I kind of hate it, but Artifactory seems popular at companies: https://jfrog.com/artifactory/. Source: 11 months ago
When not providing all dependencies yourself, you might suffer from people deleting the packages you depend on (IMHO a very rare scenario). If it is really that critical (hint: usually it isn't), create a local mirror of Pypi (full or only the packages you need). Devpi, Artifactory, etc. Can do that or you just dump the necessary files into Cloud storage, so you have a backup. Source: about 1 year ago
Operate a pull-through cache registry, like Artifactory or the open source reference Docker registry. This will allow you to pull images from Docker Hub less frequently, improving your chances of staying under the anonymous usage limit. - Source: dev.to / about 1 year ago
Like suppose for a second that . . . Idk . . . a product team wants our ci workflows to start using Artifactory. Okay great, I don't know Artifactory integration but I'm going to tell them "Sure, I'll get right on that.". Source: over 1 year ago
If these "assets" have an independent release schedule I would treat them separately (especially if they are externally provided).
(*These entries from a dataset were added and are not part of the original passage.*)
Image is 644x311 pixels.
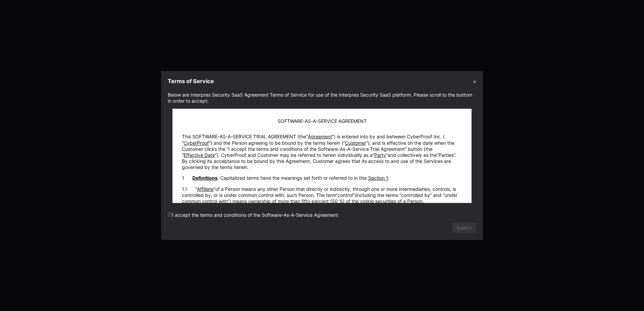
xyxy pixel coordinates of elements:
div: SOFTWARE-AS-A-SERVICE AGREEMENT [182,118,462,124]
span: Effective Date [182,152,217,158]
li: of a Person means any other Person that directly or indirectly, through one or more intermediarie... [182,186,462,204]
label: I accept the terms and conditions of the Software-As-A-Service Agreement [168,212,338,218]
span: CyberProof [182,140,210,146]
p: This SOFTWARE-AS-A-SERVICE TRIAL AGREEMENT (the ) is entered into by and between CyberProof Inc. ... [182,134,462,170]
button: Submit [453,223,476,233]
h3: Terms of Service [168,78,214,85]
span: Agreement [306,134,334,139]
span: Customer [343,140,368,146]
span: Definitions [192,175,217,181]
span: Party [373,152,387,158]
input: I accept the terms and conditions of the Software-As-A-Service Agreement [168,212,172,217]
span: Affiliate [195,186,215,192]
span: Section 1 [368,175,388,181]
div: Below are Interpres Security SaaS Agreement Terms of Service for use of the Interpres Security Sa... [168,92,476,104]
button: ✕ [473,78,476,85]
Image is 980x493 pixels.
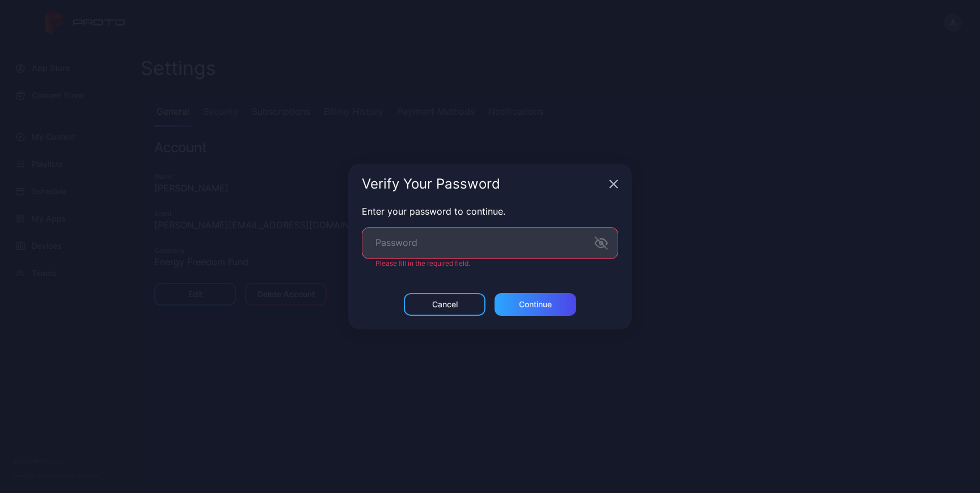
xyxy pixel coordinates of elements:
div: Verify Your Password [362,177,604,191]
input: Password [362,227,618,259]
div: Continue [519,300,552,309]
button: Continue [494,293,576,316]
div: Please fill in the required field. [362,259,618,268]
div: Enter your password to continue. [362,204,618,218]
button: Cancel [404,293,486,316]
button: Password [595,236,608,250]
div: Cancel [432,300,458,309]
If they are not built from source then treat them as artefacts, they don't belong in git. You can store the in an artefact repository (like Artifactory of Nexus) or (as u/nekokattt points out) in something like S3. Source: over 1 year ago
Flox - Manage and share development environments with all the frameworks and libraries you need, then publish artifacts anywhere. Harness the power of Nix.
Sonatype Nexus Repository - The world's only repository manager with FREE support for popular formats.
Podman - Simple debugging tool for pods and images
Cloudsmith - Cloudsmith is the preferred software platform for securely storing and sharing packages and containers. We have distributed millions of packages for innovative companies around the world.
DevBox - Everyday utilities for the everyday developer
Git - Git is a free and open source version control system designed to handle everything from small to very large projects with speed and efficiency. It is easy to learn and lightweight with lighting fast performance that outclasses competitors.